Composite Poem

 

Two feet away & right

before your mother & me talk

about the sparks or mushrooms.

Your body because it is a dress,

orange because bleeding profusely

& asleep.


I miss my paint, neon flower.

Help me a lot & a suicide

takes over. You did not come

when I realize, when I see

glitter on my face. People

who cut stars pretended to watch

more memories, crystals and

sometimes a rainbow asleep,

hollow arms & legs.


Love me thousands of miles, swallow,

dance, relapse. I see her

rubber nipples, a thousand a day.

You never will, clearly, one grave,

one wish, years of wood.


Roaring hearts, everything a

metaphor. Things make me happy-

green smiles, muscles, mother's

ashes & cigarettes. Sharks jumped by

glass in your heart, as if they are

roads, streets, birds, pills of ecstasy.


I am going for more iron, smells of

blood & soap, money & drugs, handbags.

Get away from everything, syringes,

art, rainbows, reality.  Cut shadows

followed by high heels. Again? Why?


You scare me, stretch marks. Stop.

Things, even after all, love ghosts.


Witness yourself, your own skin, your

lifeblood down your throat. I want to

myself, at the dollhouse. Hands behind

my back, pumped pink blood, eat it.  

My room under the blacklight. I can see

glass in them, things in life, the stars

or eating the only good thing,

razor blades. Full of cigarettes,

today, and all your favorite things.


You, my tummy, were something else.

In bathroom stalls, I don't want you.

My blankets, my pillows, a bib. Wet,

cold again, run away my military baby.

Your smile, bright, rejects you. Somebody else.

I want to lay with nouns easily.

I feel love.


Disgusting, the streams have no children.

Red roads, men working. Guts of light.

I won't cry back on the rocks again, in

a puddle in the opportunities an angel wants.


Your house on fire. Faster

tell your mother to slow down. Wax a

handgun and your mothers drink too much.

Your thighs at the sunset, who got scared

first, in the closet. Eat his hair like

never again as you say jewels fall

smothered by the shapes. You don't even

open up to me. In the bathroom again,

like windows, your heart. Fat like

dancers cut open, covered in blood.

Your ceiling & carpet glitter like stars.

Drown yourself naked in bleach

you took a minute,

now give it back.


A lot of things about me sometimes

poisons in my mouth. Again I pray off

my entire face. Like the way I eat &

breathe.

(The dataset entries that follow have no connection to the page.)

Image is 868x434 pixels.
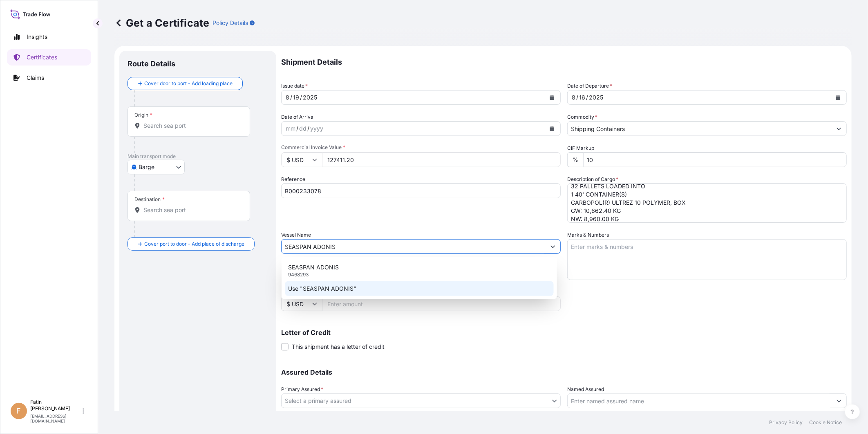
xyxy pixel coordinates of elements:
button: Calendar [546,122,559,135]
label: Named Assured [567,385,604,394]
label: Reference [281,175,306,184]
p: Insights [27,33,47,41]
div: day, [578,93,586,102]
button: Show suggestions [546,239,561,254]
div: % [567,153,583,167]
label: Vessel Name [281,231,311,239]
input: Type to search commodity [567,121,832,136]
input: Destination [143,206,240,214]
p: 9468293 [288,271,309,278]
button: Select transport [127,159,184,174]
: Type to search vessel name or IMO [282,239,546,254]
div: year, [302,93,318,102]
span: Select a primary assured [285,396,352,405]
span: Cover port to door - Add place of discharge [144,240,244,248]
div: Destination [135,196,165,202]
p: Claims [27,73,44,82]
button: Show suggestions [832,121,846,136]
p: Policy Details [212,19,248,27]
div: month, [285,93,290,102]
div: month, [285,124,296,133]
p: Get a Certificate [114,16,210,29]
div: / [296,124,298,133]
button: Show suggestions [832,394,846,408]
button: Calendar [546,91,559,104]
input: Origin [143,121,240,130]
span: Issue date [281,82,308,90]
span: Primary Assured [281,385,323,394]
input: Enter amount [322,153,561,167]
label: CIF Markup [567,144,594,153]
input: Enter percentage between 0 and 24% [583,153,847,167]
p: Fatin [PERSON_NAME] [30,399,81,411]
div: Suggestions [285,260,554,296]
span: Duty Cost [281,288,561,295]
input: Enter booking reference [281,184,561,198]
div: / [300,93,302,102]
span: Cover door to port - Add loading place [144,79,232,88]
div: Origin [135,112,152,118]
p: Privacy Policy [769,419,803,426]
div: year, [588,93,604,102]
p: Route Details [127,59,175,69]
span: This shipment has a letter of credit [292,342,385,351]
p: Main transport mode [127,153,268,159]
label: Description of Cargo [567,175,619,184]
div: month, [571,93,577,102]
label: Commodity [567,113,598,121]
span: F [17,407,21,415]
span: Date of Arrival [281,113,315,121]
span: Commercial Invoice Value [281,144,561,151]
div: day, [298,124,307,133]
p: Letter of Credit [281,329,847,335]
p: [EMAIL_ADDRESS][DOMAIN_NAME] [30,413,81,423]
p: SEASPAN ADONIS [288,263,338,271]
p: Assured Details [281,368,847,375]
span: Date of Departure [567,82,612,90]
div: / [307,124,310,133]
div: year, [310,124,324,133]
span: Barge [139,163,155,171]
p: Certificates [27,53,57,62]
p: Use "SEASPAN ADONIS" [288,284,356,292]
div: day, [292,93,300,102]
label: Marks & Numbers [567,231,609,239]
p: Cookie Notice [809,419,842,426]
div: / [577,93,578,102]
button: Calendar [832,91,845,104]
input: Enter amount [322,297,561,311]
p: Shipment Details [281,51,847,73]
div: / [290,93,292,102]
input: Assured Name [567,394,832,408]
div: / [586,93,588,102]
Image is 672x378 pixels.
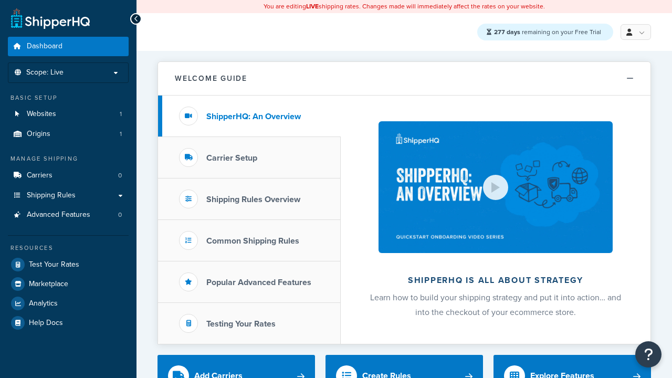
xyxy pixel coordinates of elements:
[27,211,90,219] span: Advanced Features
[29,319,63,328] span: Help Docs
[118,211,122,219] span: 0
[8,166,129,185] a: Carriers0
[8,37,129,56] a: Dashboard
[8,154,129,163] div: Manage Shipping
[494,27,520,37] strong: 277 days
[120,130,122,139] span: 1
[158,62,650,96] button: Welcome Guide
[206,153,257,163] h3: Carrier Setup
[8,104,129,124] li: Websites
[494,27,601,37] span: remaining on your Free Trial
[27,130,50,139] span: Origins
[206,278,311,287] h3: Popular Advanced Features
[8,186,129,205] a: Shipping Rules
[8,294,129,313] a: Analytics
[27,171,52,180] span: Carriers
[29,280,68,289] span: Marketplace
[8,93,129,102] div: Basic Setup
[27,191,76,200] span: Shipping Rules
[8,313,129,332] a: Help Docs
[8,244,129,253] div: Resources
[206,319,276,329] h3: Testing Your Rates
[206,236,299,246] h3: Common Shipping Rules
[370,291,621,318] span: Learn how to build your shipping strategy and put it into action… and into the checkout of your e...
[206,195,300,204] h3: Shipping Rules Overview
[120,110,122,119] span: 1
[379,121,613,253] img: ShipperHQ is all about strategy
[118,171,122,180] span: 0
[8,275,129,293] a: Marketplace
[29,260,79,269] span: Test Your Rates
[635,341,661,367] button: Open Resource Center
[8,255,129,274] a: Test Your Rates
[8,205,129,225] li: Advanced Features
[206,112,301,121] h3: ShipperHQ: An Overview
[8,166,129,185] li: Carriers
[175,75,247,82] h2: Welcome Guide
[27,42,62,51] span: Dashboard
[27,110,56,119] span: Websites
[8,124,129,144] a: Origins1
[8,104,129,124] a: Websites1
[8,124,129,144] li: Origins
[29,299,58,308] span: Analytics
[306,2,319,11] b: LIVE
[8,205,129,225] a: Advanced Features0
[26,68,64,77] span: Scope: Live
[369,276,623,285] h2: ShipperHQ is all about strategy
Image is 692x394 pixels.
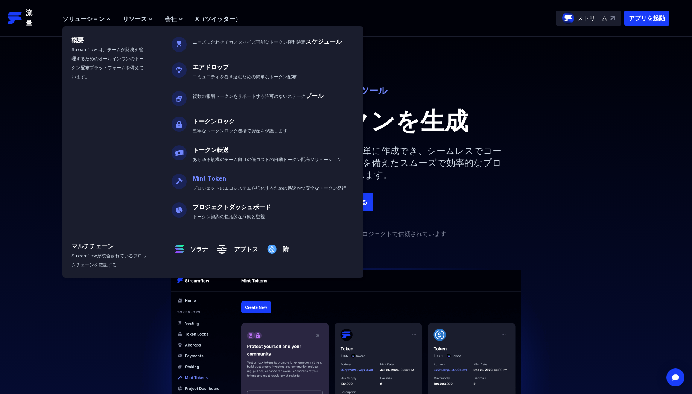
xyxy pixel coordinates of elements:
[26,9,32,27] font: 流量
[165,15,177,23] font: 会社
[62,14,111,23] button: ソリューション
[264,236,280,257] img: 隋
[187,239,208,254] a: ソラナ
[562,12,574,24] img: streamflow-logo-circle.png
[629,14,665,22] font: アプリを起動
[306,92,324,99] a: プール
[556,11,621,26] a: ストリーム
[666,368,684,386] div: インターコムメッセンジャーを開く
[123,14,153,23] button: リソース
[306,38,342,45] a: スケジュール
[195,15,241,23] a: X（ツイッター）
[297,106,468,135] font: トークンを生成
[193,157,342,162] font: あらゆる規模のチーム向けの低コストの自動トークン配布ソリューション
[193,128,287,134] font: 堅牢なトークンロック機構で資産を保護します
[193,175,226,182] a: Mint Token
[172,168,187,189] img: ミントトークン
[172,56,187,78] img: エアドロップ
[8,11,23,26] img: ストリームフローロゴ
[193,214,265,219] font: トークン契約の包括的な洞察と監視
[172,111,187,132] img: トークンロック
[280,239,289,254] a: 隋
[190,245,208,253] font: ソラナ
[71,242,114,250] a: マルチチェーン
[610,16,615,20] img: top-right-arrow.svg
[193,117,235,125] a: トークンロック
[234,245,258,253] font: アプトス
[193,93,306,99] font: 複数の報酬トークンをサポートする許可のないステーク
[71,36,84,44] a: 概要
[193,39,306,45] font: ニーズに合わせてカスタマイズ可能なトークン権利確定
[193,185,346,191] font: プロジェクトのエコシステムを強化するための迅速かつ安全なトークン発行
[71,47,144,79] font: Streamflow は、チームが財務を管理するためのオールインワンのトークン配布プラットフォームを備えています。
[214,236,230,257] img: アプトス
[172,31,187,52] img: 権利確定
[62,15,105,23] font: ソリューション
[71,253,147,268] font: Streamflowが統合されているブロックチェーンを確認する
[165,14,183,23] button: 会社
[624,11,669,26] button: アプリを起動
[172,196,187,217] img: プロジェクトダッシュボード
[323,230,446,237] font: 5000以上のプロジェクトで信頼されています
[193,146,229,154] a: トークン転送
[577,14,607,22] font: ストリーム
[172,236,187,257] img: ソラナ
[8,8,55,29] a: 流量
[172,139,187,160] img: 給与計算
[193,74,296,79] font: コミュニティを巻き込むための簡単なトークン配布
[283,245,289,253] font: 隋
[193,203,271,211] a: プロジェクトダッシュボード
[172,85,187,106] img: ステーキング
[230,239,258,254] a: アプトス
[193,63,229,71] a: エアドロップ
[123,15,147,23] font: リソース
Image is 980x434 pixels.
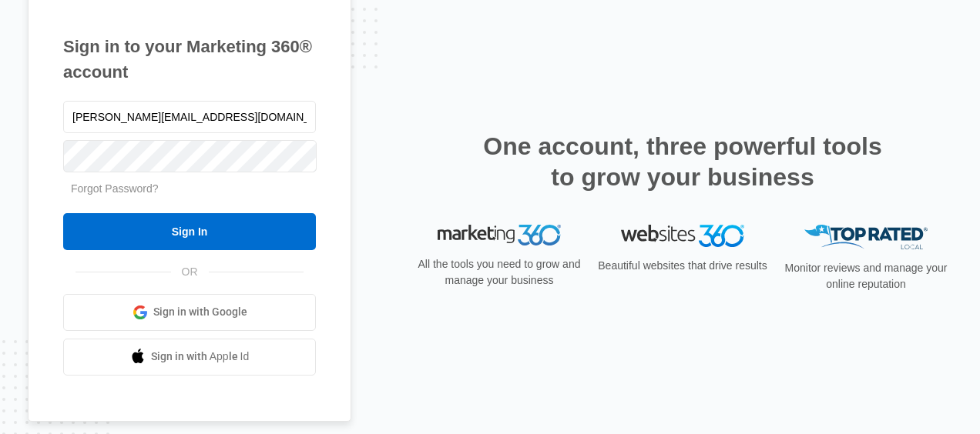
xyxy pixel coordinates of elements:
a: Sign in with Google [63,294,316,331]
p: Monitor reviews and manage your online reputation [780,260,952,292]
h1: Sign in to your Marketing 360® account [63,34,316,84]
img: Websites 360 [621,225,744,247]
span: Sign in with Apple Id [151,349,249,365]
p: Beautiful websites that drive results [597,258,769,274]
a: Forgot Password? [71,182,158,194]
img: Marketing 360 [437,225,560,246]
p: All the tools you need to grow and manage your business [413,256,585,289]
span: OR [171,264,208,280]
input: Email [63,101,316,133]
input: Sign In [63,213,316,250]
img: Top Rated Local [804,225,927,250]
a: Sign in with Apple Id [63,339,316,376]
keeper-lock: Open Keeper Popup [290,108,308,127]
h2: One account, three powerful tools to grow your business [478,130,886,192]
span: Sign in with Google [154,304,247,320]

My meds, bong rips, trees look

outside, and the better, the best

happened to me.


In the morning your house. I want you.

Kill and have time to scream.

Moon sparkles for your hands, made of clay,

entirely. You I found in my pocket, when

the honey in the world craved sweet & sour

cigarettes. With you, that is, aching for days,

I forgot lunch. You say: taste, shower, right now.

Birth can promise I am serious. Give me a hug, blacklight.

Flowers don't tickle. Please, I want to,

I want you. You think that drugs are beautiful blowing up

her eyes.


I am not like honey. Leave me for

her blood. Love me on the floor, pastel

colors for a year. Blue floor, the only thing

I can paint. I will vomit blacklight and then

come back.

photo courtesy of Moshe Quinnhttp://moshequinn.com/shapeimage_2_link_0
 
 

Andrea Jane Kato was born in the great state of California and was raised Buddhist by a gypsy-like artist mother (deceased) and a Japanese farmer who currently grows pineapples in Hawaii. She is a Capricorn, Dragon, INTJ, HSP, Atheist, singer/songwriter, abstract painter/artist, iPhone photographer who likes yoga, fasting, and smoking. She has been published in magazines such as The Blue Jew Yorker, My Favorite Bullet, Ink Sweat & Tears, The Beat, Ditch, Pomegranate, ReadThis Magazine, and Alternativereel.